Cyclone Fani is forecast to drop as much as eight inches of rain on northern parts of the state of Andhra Pradesh and on the state of Odisha.

Schools have been closed, fishermen asked to keep off the water and tourists urged to leave the city of Puri, a Hindu pilgrimage site where an elaborate, centuries-old temple could be at risk of severe damage. Airports in the cyclone’s path were closing and hundreds of trains have been canceled.

Along Odisha’s coast, more than 850 storm shelters have been opened, said Bishnupada Sethi, the state’s special relief commissioner. Each can hold about 1,000 people, along with livestock.

“People are reluctant to leave their homes, though, which is problematic,” Mr. Sethi said on Thursday.

In Bangladesh, as the storm approached on Friday the government said it had evacuated half a million coastal residents to shelters by 11 a.m.

The government there, similarly, suspended fishing operations, closed ports and ordered an early harvest of rice crops.

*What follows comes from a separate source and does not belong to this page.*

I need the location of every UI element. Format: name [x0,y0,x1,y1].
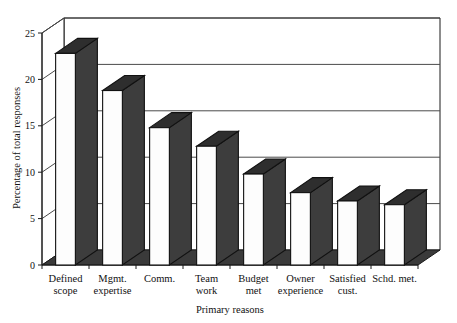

Cyclone’s effects felt on Mount Everest
The cyclone was affecting the weather as far away as Mount Everest, where climbers on their way to the summit turned around after conditions worsened.

At Camp 2, 21,000 feet above sea level, climbers reported an increase in cloud cover and moisture, and high winds tore apart tents. Many climbers from higher up the mountain began making their way down to Base Camp, at 17,600 feet above sea level.

Nepal’s Ministry of Home Affairs banned helicopters from flying in high mountain areas through the end of the weekend and issued a warning to mountaineers and trekkers on the mountain. More than 1,000 people, including climbers, high-altitude guides, support staff and government officials, have reached Everest Base Camp since the spring climbing season began in March.


A history of devastating cyclones

The Bay of Bengal has experienced many deadly tropical cyclones, the result of warm air and water temperatures producing storms that strike the large populations along the coast.

Officials said Cyclone Fani could be the most powerful to strike India since 1999, when a cyclone lingered for more than a day over India’s eastern coast, flooding villages, blowing apart houses and ultimately killing more than 10,000 people.

Since that storm, the authorities in the region have significantly improved disaster preparation and response capabilities, strengthening coastal embankments and preparing evacuation routes, according to a World Bank report. Subsequent major storms have resulted in far fewer deaths.

The state of Odisha was much better prepared for Cyclone Phailin in 2013. About one million people were evacuated, more than twice as many as in 1999, and the storm killed 45 people, the World Bank said.

“All of these efforts bore fruit when Cyclone Phailin made landfall,” the report said.

Cyclone Fani could still bring severe dangers to the region, however, threatening flooding in inland river basins, depending on its path, in the Ganges River delta region, where the Indian city of Kolkata is home to millions.

In 2007, Cyclone Sidr killed at least 3,000 people in nearby Bangladesh, and in 1991, a cyclone killed at least 1,000 there and left millions homeless. In 1970, the so-called Great Bhola Cyclone drove a tidal wave into what was then East Pakistan, in a disaster that killed an estimated 300,000 people, according to the World Meteorological Organization’s World Weather & Climate Extremes Archive.

“Unfortunately this region, especially the delta area, has produced the highest death tolls from tropical cyclones on the planet,” said Mr. Herndon, the storm researcher. “Many people live in regions barely above sea level.”

And Cyclone Fani has already proved “one of the most intense in the past 20 years,” according to Clare Nullis, a spokeswoman for the World Meteorological Organization.